Radical 100

From Wikipedia, the free encyclopedia
← 99 Radical 100 (U+2F63) 101 →
(U+751F) "life"
Pronunciations
Pinyin:shēng
Bopomofo:ㄕㄥ
Gwoyeu Romatzyh:sheng
Wade–Giles:shêng1
Cantonese Yale:sāang
Jyutping:saang1
Japanese Kana:セイ sei / ショウ shō (on'yomi)
い-きる i-kiru / う-まれる u-mareru (kun'yomi)
Sino-Korean:생 saeng
Names
Japanese name(s):いきる ikiru
うまれる umareru
せい sei
しょう shō
Hangul:날 nal
Stroke order animation
生-order.gif

Radical 100 or radical life (生部) meaning "life" is one of the 23 Kangxi radicals (214 radicals in total) composed of 5 strokes.[1]

In the Kangxi Dictionary, there are 22 characters (out of 49,030) to be found under this radical.

is also the 109th indexing component in the Table of Indexing Chinese Character Components predominantly adopted by Simplified Chinese dictionaries published in mainland China.

Evolution[]

Derived characters[]

Strokes Characters
+0
+4
+5
+6
+7
+9

Literature[]

  • Fazzioli, Edoardo (1987). Chinese calligraphy : from pictograph to ideogram : the history of 214 essential Chinese/Japanese characters. calligraphy by Rebecca Hon Ko. New York, 1987: Abbeville Press. ISBN 0-89659-774-1.CS1 maint: location (link)
  • Lunde, Ken (Jan 5, 2009). "Appendix J: Japanese Character Sets" (PDF). CJKV Information Processing: Chinese, Japanese, Korean & Vietnamese Computing (Second ed.). Sebastopol, Calif.: O'Reilly Media. ISBN 978-0-596-51447-1.

References[]

  1. ^ "Unihan data for Unihan data for U+751F". Unicode Consortium. Retrieved 30 March 2011.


Only the lines from the one containing "This screenshot has" through the end of the entries are wanted, retyped exactly and without pictures.

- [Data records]
________________________

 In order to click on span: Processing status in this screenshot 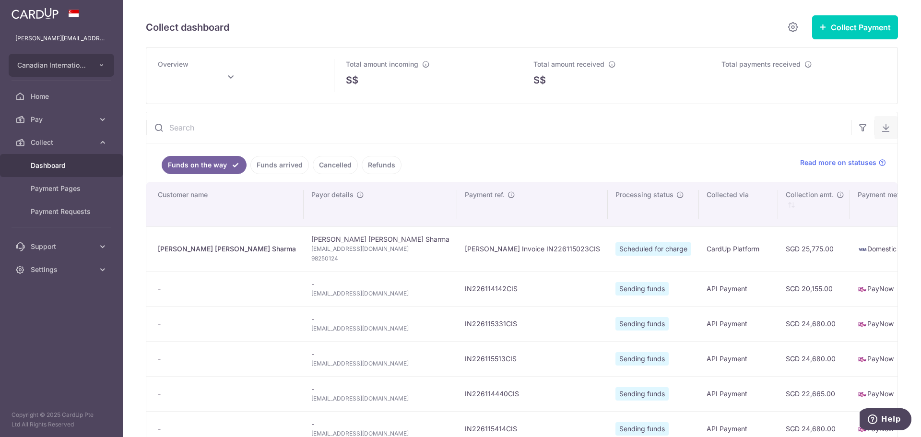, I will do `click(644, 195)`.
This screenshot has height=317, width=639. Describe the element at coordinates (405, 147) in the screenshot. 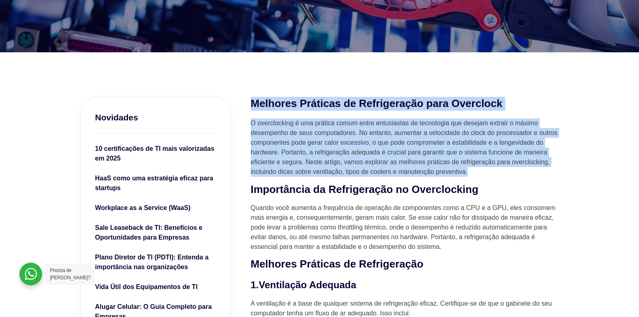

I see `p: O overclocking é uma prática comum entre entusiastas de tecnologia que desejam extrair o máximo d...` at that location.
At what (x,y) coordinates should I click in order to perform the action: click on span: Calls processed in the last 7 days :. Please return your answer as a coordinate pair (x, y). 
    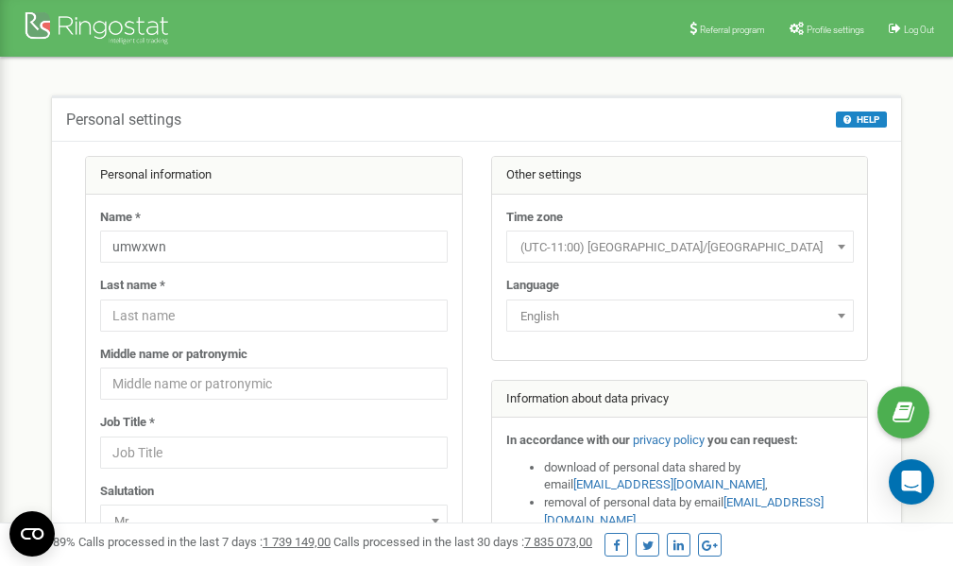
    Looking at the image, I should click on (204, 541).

________________________

- [The answer]
This screenshot has height=317, width=639. Describe the element at coordinates (405, 147) in the screenshot. 

I see `p: O overclocking é uma prática comum entre entusiastas de tecnologia que desejam extrair o máximo d...` at that location.
At what (x,y) coordinates should I click in order to perform the action: click on span: Calls processed in the last 7 days :. Please return your answer as a coordinate pair (x, y). 
    Looking at the image, I should click on (204, 541).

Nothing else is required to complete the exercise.